In conjunction with a talk at the University of Texas Southwestern’s Ethics Ground Rounds program, Walter Sinnott-Armstrong was interviewed on public radio station KERA’s “Think” program regarding an expansion of the designations for states of living, particularly in regards to the ethics of organ procurement for donation.
DukeImmerse: Uprooted/Rerouted is both immersive and intense–super intense. We welcome students from any and all backgrounds who want to commit to a semester long investigation of displacement. No prior experience is necessary–only the strong willingness to jump right in. Think of Uprooted/Rerouted as Focus on steroids: a semester-long, research-based, student-faculty collaboration on a single theme–forced migration–plus a weekly dinner meeting and a four-week mid-semester field trip to Nepal or Egypt with international travel funded by Duke (watch a video of students in the 2012 program performing monologues of refugee experiences).
We guarantee you’ll never work so hard or have so much fun. Toward that end, we ask each applicant to briefly answer 3 questions. Applications are due October 19 at noon and decisions will be made on October 30; we may conduct interviews with finalists.
In the immediate aftermath of the first presidential debate, KIE Advisory Board member William Galston’s Huffington Post piece discusses candidate Mitt Romney’s strategy in changing the trajectory of his campaign through public perception.
As the Jacob L. Martin Fellow in the U.S. State Department’s Office of the Legal Adviser, KIE Senior Fellow Laurence Helfer has accepted a role advising government attorneys on international issues and regulatory trends concerning sexual orientation and human rights. The Duke School of Law has published a feature describing Helfer’s comments to high court judges of the U.S. and Europe at a United Nations event in Geneva, Switzerland last March.
What should individual integrity look like in a culture that has become infatuated with group work? In the wake of the Harvard cheating scandal, Noah Pickus and Suzanne Shanahan weigh in with findings from KIE’s academic integrity report in a Chronicle for Higher Education op-ed.
The London Financial Times has picked up an interview with KIE Senior Fellow Ruth Grant discussing the reception of her recent book Strings Attached: Untangling the Ethics of Incentives and the ways in which her arguments on the use of incentives have been adapted by professionals in various fields. The original interview can be read in its entirety on the CFA Institute website.
Luke Bretherton spoke on both the usefulness and polemic nature of religious-based moral arguments in public discourse during his interview with Rev. Welton Gaddy on the weekly radio show State of Belief.
Walter Sinnott Armstrong’s free online class on reason and logic, offered through Coursera, a California-based company that’s partnered with a dozen universities worldwide to offer higher education to the masses, is Duke’s most popular course. “Think Again: How to Reason and Argue,” co-taught by UNC-Chapel Hill philosophy professor Ram Neta, reaches farther than Sinnott-Armstrong thought possible. “I never imagined that I would have so many students in my entire career,” he said. “It would take hundreds of years to reach that number of students in a normal classroom.”
Read more on Duke Today.
Update 10/19/2012: Enrollment for Sinnott-Armstrong’s Coursera course now over 100,000
KIE Graduate Fellow Shana Starobin participates in White House, Congressional events to fight hunger
Shana Starobin, a Ph.D. student in the Nicholas School of the Environment and Graduate Fellow at the Kenan Institute for Ethics, attended a White House event in early August and will participate in a Congressional briefing on September 20th. Starobin’s graduate research focuses on food insecurity; she also serves as a board member for Ample Harvest.org. Read more about Starobin’s work on the Nicholas School of the Environment website and in a Duke Chronicle Q&A.
Senior Fellow Barak Richman is fighting against the system by which the Conservative movement places rabbis, calling it a “professional cartel” that controls the job market illegally. His work and the reactions of other parties is featured in this New York Times article.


• WHAT TO PRODUCE
The required answer is each line in the entries below where "Localize" occurs.

--

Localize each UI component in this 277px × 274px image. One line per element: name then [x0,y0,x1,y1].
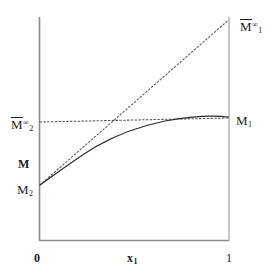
label-m2-infinity-base: M [11,118,23,131]
x-tick-1-text: 1 [226,251,232,265]
label-m2-infinity-sub: 2 [29,124,33,133]
x-axis-label: x1 [127,249,138,266]
figure-container: M∞1 M∞2 M1 M M2 0 x1 1 [0,0,277,274]
label-m2-sub: 2 [29,189,33,198]
x-tick-0-text: 0 [34,251,40,265]
label-m2-infinity: M∞2 [11,116,33,133]
x-tick-0: 0 [34,249,40,265]
x-axis-label-base: x [127,251,133,265]
x-axis-label-sub: 1 [134,257,138,266]
plot-canvas [0,0,277,274]
label-m1-infinity-base: M [240,20,252,33]
label-m1-infinity-sub: 1 [258,26,262,35]
label-m2: M2 [17,181,33,198]
series-m-curve [40,116,229,185]
label-m1-sub: 1 [248,120,252,129]
label-m1-base: M [236,113,248,128]
label-m1-infinity-sup: ∞ [252,20,258,29]
label-m: M [18,155,29,171]
series-m1-infinity-line [40,20,229,185]
label-m-base: M [18,157,29,171]
x-tick-1: 1 [226,249,232,265]
label-m2-base: M [17,182,29,197]
label-m1: M1 [236,112,252,129]
label-m1-infinity: M∞1 [240,18,262,35]
label-m2-infinity-sup: ∞ [23,118,29,127]
series-m2-infinity-line [40,118,229,122]
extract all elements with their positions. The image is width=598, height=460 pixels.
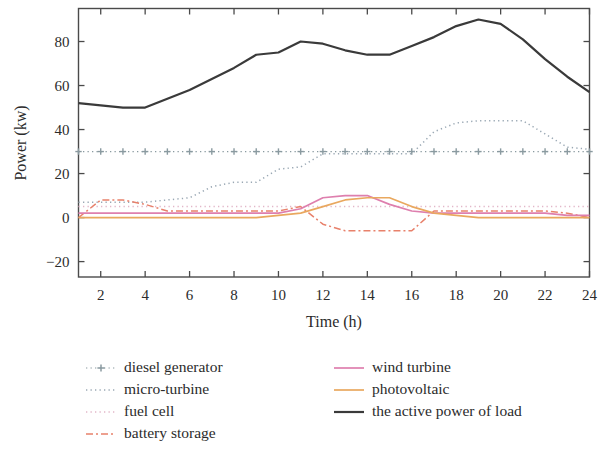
power-time-line-chart: 806040200−20 24681012141618202224 Power … xyxy=(0,0,598,460)
y-tick-label: −20 xyxy=(46,254,69,270)
x-tick-label: 12 xyxy=(315,287,330,303)
y-tick-label: 80 xyxy=(55,34,70,50)
legend-item-label: fuel cell xyxy=(124,402,174,419)
x-tick-label: 22 xyxy=(538,287,553,303)
y-tick-label: 60 xyxy=(55,78,70,94)
legend-item-label: diesel generator xyxy=(124,358,223,375)
x-tick-label: 14 xyxy=(360,287,376,303)
x-tick-label: 10 xyxy=(271,287,286,303)
x-tick-label: 18 xyxy=(449,287,464,303)
y-tick-label: 40 xyxy=(55,122,70,138)
legend-item-label: wind turbine xyxy=(372,358,451,375)
chart-figure: 806040200−20 24681012141618202224 Power … xyxy=(0,0,598,460)
y-axis-title: Power (kw) xyxy=(12,105,30,180)
x-tick-label: 8 xyxy=(230,287,238,303)
legend-item-label: photovoltaic xyxy=(372,380,450,397)
legend-item-label: the active power of load xyxy=(372,402,522,419)
x-tick-label: 6 xyxy=(186,287,194,303)
x-axis-title: Time (h) xyxy=(306,313,362,331)
x-tick-label: 16 xyxy=(404,287,420,303)
y-tick-label: 0 xyxy=(62,210,70,226)
legend-item-label: battery storage xyxy=(124,424,216,441)
x-tick-label: 20 xyxy=(493,287,508,303)
y-tick-label: 20 xyxy=(55,166,70,182)
chart-background xyxy=(0,0,598,460)
x-tick-label: 2 xyxy=(97,287,105,303)
legend-item-label: micro-turbine xyxy=(124,380,209,397)
x-tick-label: 4 xyxy=(141,287,149,303)
x-tick-label: 24 xyxy=(582,287,598,303)
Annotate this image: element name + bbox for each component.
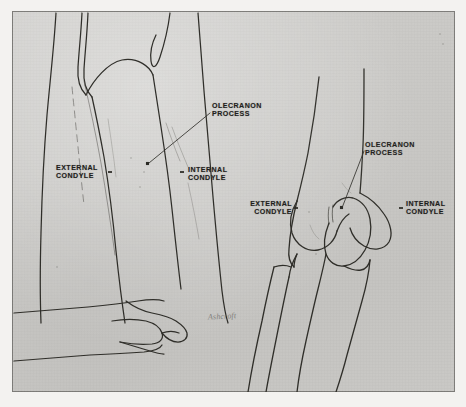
anatomy-line-art [12, 11, 455, 392]
paper-spot [442, 43, 444, 45]
label-olecranon-process-left: OLECRANON PROCESS [212, 102, 262, 119]
external-condyle-tick-left [108, 171, 112, 173]
internal-condyle-tick-left [180, 171, 184, 173]
illustration-plate: OLECRANON PROCESS EXTERNAL CONDYLE INTER… [0, 0, 466, 407]
label-olecranon-process-right: OLECRANON PROCESS [365, 141, 455, 158]
external-condyle-tick-right [294, 207, 298, 209]
paper-spot [56, 266, 58, 268]
paper-spot [130, 157, 132, 159]
paper-spot [308, 211, 310, 213]
paper-spot [143, 171, 145, 173]
label-internal-condyle-left: INTERNAL CONDYLE [188, 166, 227, 183]
left-olecranon-leader-line [149, 113, 210, 163]
olecranon-point-marker-left [146, 162, 149, 165]
paper-spot [439, 33, 441, 35]
label-internal-condyle-right: INTERNAL CONDYLE [406, 200, 445, 217]
internal-condyle-tick-right [399, 207, 403, 209]
paper-spot [139, 186, 141, 188]
paper-spot [315, 253, 317, 255]
label-external-condyle-left: EXTERNAL CONDYLE [56, 164, 98, 181]
plate-image-area: OLECRANON PROCESS EXTERNAL CONDYLE INTER… [12, 11, 455, 392]
label-external-condyle-right: EXTERNAL CONDYLE [238, 200, 292, 217]
olecranon-point-marker-right [340, 206, 343, 209]
right-figure-skeleton [248, 69, 391, 392]
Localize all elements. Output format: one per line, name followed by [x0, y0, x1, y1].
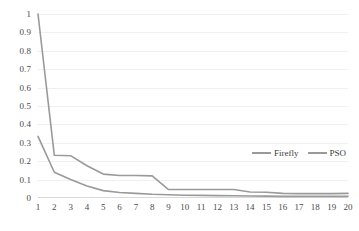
line-chart: 00.10.20.30.40.50.60.70.80.91 1234567891… — [0, 0, 359, 231]
y-axis-tick-label: 0.8 — [19, 46, 31, 56]
x-axis-tick-labels: 1234567891011121314151617181920 — [38, 200, 348, 222]
x-axis-tick-label: 18 — [311, 202, 320, 212]
series-line-pso — [38, 14, 348, 194]
legend-item-label: Firefly — [274, 148, 299, 158]
legend-line-icon — [252, 152, 271, 154]
series-line-firefly — [38, 136, 348, 196]
x-axis-tick-label: 9 — [166, 202, 171, 212]
x-axis-tick-label: 17 — [295, 202, 304, 212]
y-axis-tick-label: 0.5 — [19, 101, 31, 111]
x-axis-tick-label: 3 — [68, 202, 73, 212]
x-axis-tick-label: 6 — [117, 202, 122, 212]
x-axis-tick-label: 12 — [213, 202, 222, 212]
plot-area — [38, 14, 348, 198]
x-axis-tick-label: 1 — [36, 202, 41, 212]
legend-line-icon — [308, 152, 327, 154]
x-axis-tick-label: 20 — [344, 202, 353, 212]
legend-item-label: PSO — [330, 148, 347, 158]
x-axis-tick-label: 8 — [150, 202, 155, 212]
x-axis-tick-label: 2 — [52, 202, 57, 212]
y-axis-tick-label: 0.6 — [19, 83, 31, 93]
x-axis-tick-label: 15 — [262, 202, 271, 212]
x-axis-tick-label: 11 — [197, 202, 206, 212]
legend-item-firefly[interactable]: Firefly — [252, 148, 299, 158]
y-axis-tick-label: 0.9 — [19, 27, 31, 37]
legend-item-pso[interactable]: PSO — [308, 148, 347, 158]
x-axis-tick-label: 4 — [85, 202, 90, 212]
x-axis-tick-label: 5 — [101, 202, 106, 212]
x-axis-tick-label: 14 — [246, 202, 255, 212]
y-axis-tick-label: 1 — [26, 9, 31, 19]
y-axis-tick-label: 0.1 — [19, 175, 31, 185]
y-axis-tick-label: 0 — [26, 193, 31, 203]
x-axis-tick-label: 16 — [278, 202, 287, 212]
series-layer — [38, 14, 348, 198]
y-axis-tick-label: 0.2 — [19, 156, 31, 166]
x-axis-tick-label: 19 — [327, 202, 336, 212]
y-axis-tick-label: 0.7 — [19, 64, 31, 74]
y-axis-tick-label: 0.4 — [19, 119, 31, 129]
y-axis-tick-labels: 00.10.20.30.40.50.60.70.80.91 — [0, 14, 34, 198]
x-axis-tick-label: 13 — [229, 202, 238, 212]
x-axis-tick-label: 7 — [134, 202, 139, 212]
x-axis-tick-label: 10 — [180, 202, 189, 212]
y-axis-tick-label: 0.3 — [19, 138, 31, 148]
chart-legend: FireflyPSO — [252, 148, 346, 158]
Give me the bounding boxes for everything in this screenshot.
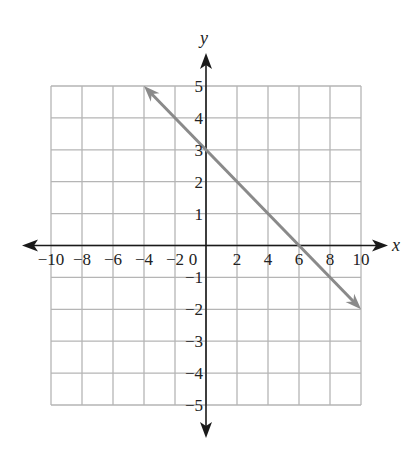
x-tick-label: −8 bbox=[73, 250, 91, 269]
x-tick-label: 2 bbox=[233, 250, 242, 269]
x-tick-label: 6 bbox=[295, 250, 304, 269]
x-tick-label: 10 bbox=[353, 250, 370, 269]
y-tick-label: −2 bbox=[185, 300, 203, 319]
x-tick-label: −2 bbox=[166, 250, 184, 269]
x-tick-label: −4 bbox=[135, 250, 154, 269]
y-tick-label: 1 bbox=[195, 205, 204, 224]
x-tick-label: 0 bbox=[189, 250, 198, 269]
y-tick-label: −1 bbox=[185, 268, 203, 287]
y-tick-label: 5 bbox=[195, 77, 204, 96]
x-tick-label: 4 bbox=[264, 250, 273, 269]
y-tick-label: 4 bbox=[195, 109, 204, 128]
y-tick-label: −5 bbox=[185, 396, 203, 415]
y-axis-label: y bbox=[198, 28, 208, 48]
axes bbox=[22, 53, 388, 438]
data-line bbox=[144, 86, 361, 309]
y-tick-label: −4 bbox=[185, 364, 204, 383]
x-tick-label: 8 bbox=[326, 250, 335, 269]
y-tick-label: 3 bbox=[195, 141, 204, 160]
series-line bbox=[150, 92, 356, 304]
y-tick-label: −3 bbox=[185, 332, 203, 351]
y-tick-label: 2 bbox=[195, 173, 204, 192]
x-axis-label: x bbox=[391, 235, 400, 255]
x-tick-label: −6 bbox=[104, 250, 122, 269]
coordinate-plane-chart: −10−8−6−4−2024681054321−1−2−3−4−5 x y bbox=[0, 0, 417, 475]
x-tick-label: −10 bbox=[38, 250, 65, 269]
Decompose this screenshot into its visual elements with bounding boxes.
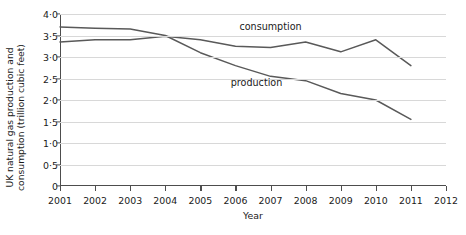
y-tick-label: 4·0 — [24, 9, 58, 20]
series-line-consumption — [60, 36, 411, 65]
x-tick-mark — [446, 186, 447, 191]
x-tick-label: 2011 — [399, 195, 423, 206]
gridline — [60, 57, 446, 58]
y-tick-mark — [56, 56, 60, 57]
x-tick-label: 2007 — [259, 195, 283, 206]
x-tick-mark — [306, 186, 307, 191]
x-tick-mark — [411, 186, 412, 191]
x-tick-label: 2004 — [153, 195, 177, 206]
gridline — [60, 14, 446, 15]
gridline — [60, 36, 446, 37]
y-tick-mark — [56, 78, 60, 79]
x-tick-mark — [200, 186, 201, 191]
x-tick-label: 2012 — [434, 195, 458, 206]
x-axis-title: Year — [60, 210, 446, 221]
y-tick-label: 0·5 — [24, 159, 58, 170]
x-tick-mark — [165, 186, 166, 191]
series-line-production — [60, 27, 411, 119]
y-tick-mark — [56, 142, 60, 143]
x-tick-label: 2009 — [329, 195, 353, 206]
y-tick-label: 2·0 — [24, 95, 58, 106]
x-tick-label: 2001 — [48, 195, 72, 206]
y-tick-mark — [56, 164, 60, 165]
y-tick-label: 3·5 — [24, 30, 58, 41]
x-tick-mark — [341, 186, 342, 191]
gridline — [60, 100, 446, 101]
y-tick-label: 1·5 — [24, 116, 58, 127]
y-tick-label: 1·0 — [24, 138, 58, 149]
x-tick-mark — [271, 186, 272, 191]
x-tick-mark — [60, 186, 61, 191]
x-tick-mark — [235, 186, 236, 191]
y-tick-label: 2·5 — [24, 73, 58, 84]
y-tick-mark — [56, 35, 60, 36]
series-label-consumption: consumption — [239, 21, 301, 32]
y-tick-mark — [56, 13, 60, 14]
gridline — [60, 143, 446, 144]
gridline — [60, 122, 446, 123]
series-label-production: production — [231, 76, 283, 87]
y-tick-label: 0 — [24, 181, 58, 192]
x-tick-label: 2005 — [188, 195, 212, 206]
plot-area: 2001200220032004200520062007200820092010… — [60, 14, 446, 186]
x-tick-label: 2008 — [294, 195, 318, 206]
x-tick-mark — [95, 186, 96, 191]
x-tick-mark — [376, 186, 377, 191]
x-tick-label: 2010 — [364, 195, 388, 206]
x-tick-label: 2006 — [224, 195, 248, 206]
y-tick-mark — [56, 99, 60, 100]
gridline — [60, 165, 446, 166]
y-tick-mark — [56, 121, 60, 122]
y-tick-label: 3·0 — [24, 52, 58, 63]
x-tick-label: 2003 — [118, 195, 142, 206]
x-tick-mark — [130, 186, 131, 191]
x-tick-label: 2002 — [83, 195, 107, 206]
chart-container: UK natural gas production and consumptio… — [0, 0, 466, 235]
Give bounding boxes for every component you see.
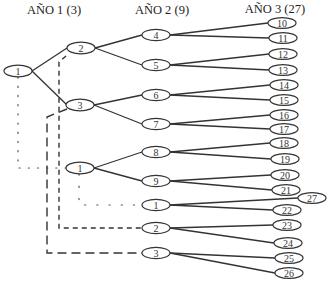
edge [170, 181, 272, 190]
node-label: 2 [79, 43, 84, 54]
node-label: 11 [278, 33, 288, 44]
node-label: 10 [277, 18, 287, 29]
node-year2: 9 [142, 175, 170, 186]
node-year3: 23 [273, 220, 301, 231]
edge [94, 168, 142, 181]
header-year-3: AÑO 3 (27) [245, 2, 305, 16]
edge [170, 23, 268, 35]
node-year3: 18 [270, 138, 298, 149]
node-label: 27 [307, 193, 317, 204]
node-year3: 20 [271, 170, 299, 181]
node-label: 2 [154, 223, 159, 234]
node-year2: 4 [142, 29, 170, 40]
edges-root-to-year1 [32, 48, 67, 105]
edge [170, 152, 271, 159]
node-year1: 3 [66, 99, 94, 111]
column-year-3: 10 11 12 13 14 15 16 17 18 19 20 21 27 2… [268, 18, 326, 279]
node-year2: 7 [142, 118, 170, 129]
edge [32, 71, 67, 105]
edge [170, 225, 273, 228]
node-year3: 22 [273, 205, 301, 216]
node-year2: 1 [142, 199, 170, 210]
edge [170, 54, 269, 65]
edge [170, 143, 270, 152]
tree-diagram: AÑO 1 (3) AÑO 2 (9) AÑO 3 (27) [0, 0, 328, 284]
node-label: 19 [280, 154, 290, 165]
node-label: 17 [279, 124, 289, 135]
node-label: 16 [279, 110, 289, 121]
node-year3: 26 [275, 268, 303, 279]
node-label: 1 [78, 163, 83, 174]
column-year-1: 2 3 1 [66, 42, 95, 174]
edge [170, 205, 273, 210]
node-label: 25 [284, 253, 294, 264]
edge [170, 228, 274, 243]
node-year1: 2 [67, 42, 95, 54]
node-label: 7 [154, 119, 159, 130]
edge [170, 198, 298, 205]
node-year3: 13 [269, 65, 297, 76]
edge [94, 152, 142, 168]
node-year3: 11 [269, 33, 297, 44]
node-root: 1 [4, 65, 32, 77]
node-year2: 8 [142, 146, 170, 157]
node-label: 26 [284, 268, 294, 279]
node-year3: 14 [270, 80, 298, 91]
edge [94, 95, 142, 105]
edge [94, 105, 142, 124]
node-label: 4 [154, 30, 159, 41]
dashed-connector-year1-2-to-year2-2 [59, 56, 142, 228]
node-year3: 10 [268, 18, 296, 29]
node-label: 14 [279, 80, 289, 91]
node-year3: 19 [271, 154, 299, 165]
node-label: 5 [154, 60, 159, 71]
node-year2: 5 [142, 59, 170, 70]
node-label: 22 [282, 205, 292, 216]
node-label: 3 [154, 248, 159, 259]
node-label: 24 [283, 238, 293, 249]
node-label: 1 [154, 200, 159, 211]
node-year3: 16 [270, 110, 298, 121]
node-label: 8 [154, 147, 159, 158]
edge [95, 35, 142, 48]
node-year3: 15 [270, 95, 298, 106]
edge [170, 124, 270, 129]
header-year-1: AÑO 1 (3) [27, 3, 81, 17]
node-label: 18 [279, 138, 289, 149]
node-label: 12 [278, 49, 288, 60]
node-year3: 24 [274, 238, 302, 249]
edge [170, 95, 270, 100]
node-year2: 2 [142, 222, 170, 233]
node-label: 3 [78, 100, 83, 111]
node-label: 20 [280, 170, 290, 181]
node-year3-offset: 27 [298, 193, 326, 204]
tree-diagram-canvas: AÑO 1 (3) AÑO 2 (9) AÑO 3 (27) [0, 0, 328, 284]
edge [170, 115, 270, 124]
edge [170, 35, 269, 38]
edge [170, 175, 271, 181]
node-label: 15 [279, 95, 289, 106]
node-year2: 3 [142, 247, 170, 258]
edge [95, 48, 142, 65]
edges-year1-to-year2 [94, 35, 142, 181]
node-year2: 6 [142, 89, 170, 100]
edge [170, 65, 269, 70]
header-year-2: AÑO 2 (9) [135, 3, 189, 17]
node-label: 1 [16, 66, 21, 77]
node-year3: 25 [275, 253, 303, 264]
node-year3: 17 [270, 124, 298, 135]
edge [170, 85, 270, 95]
long-dashed-connector-year1-3-to-year2-3 [47, 109, 142, 253]
node-year1: 1 [66, 162, 94, 174]
node-year3: 12 [269, 49, 297, 60]
node-year3: 21 [272, 185, 300, 196]
node-label: 23 [282, 220, 292, 231]
node-label: 9 [154, 176, 159, 187]
node-label: 13 [278, 65, 288, 76]
edge [32, 48, 67, 71]
node-label: 6 [154, 90, 159, 101]
column-year-2: 4 5 6 7 8 9 1 2 3 [142, 29, 170, 258]
node-label: 21 [281, 185, 291, 196]
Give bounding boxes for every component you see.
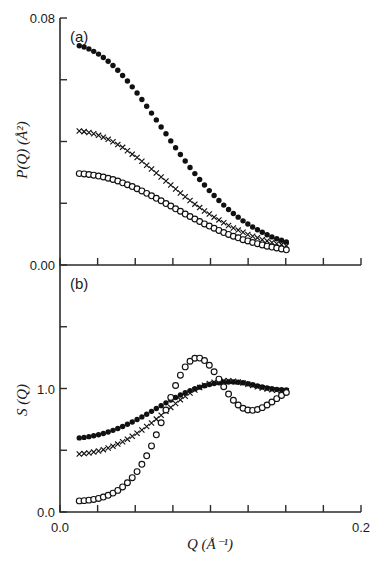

--

• ANSWER TO THE PROBLEM
Localize each UI component in this 277px × 274px image. One line per element: name then [x0,y0,x1,y1].
Localize all elements. Output format: one per line, name followed by [x0, y0, x1, y1].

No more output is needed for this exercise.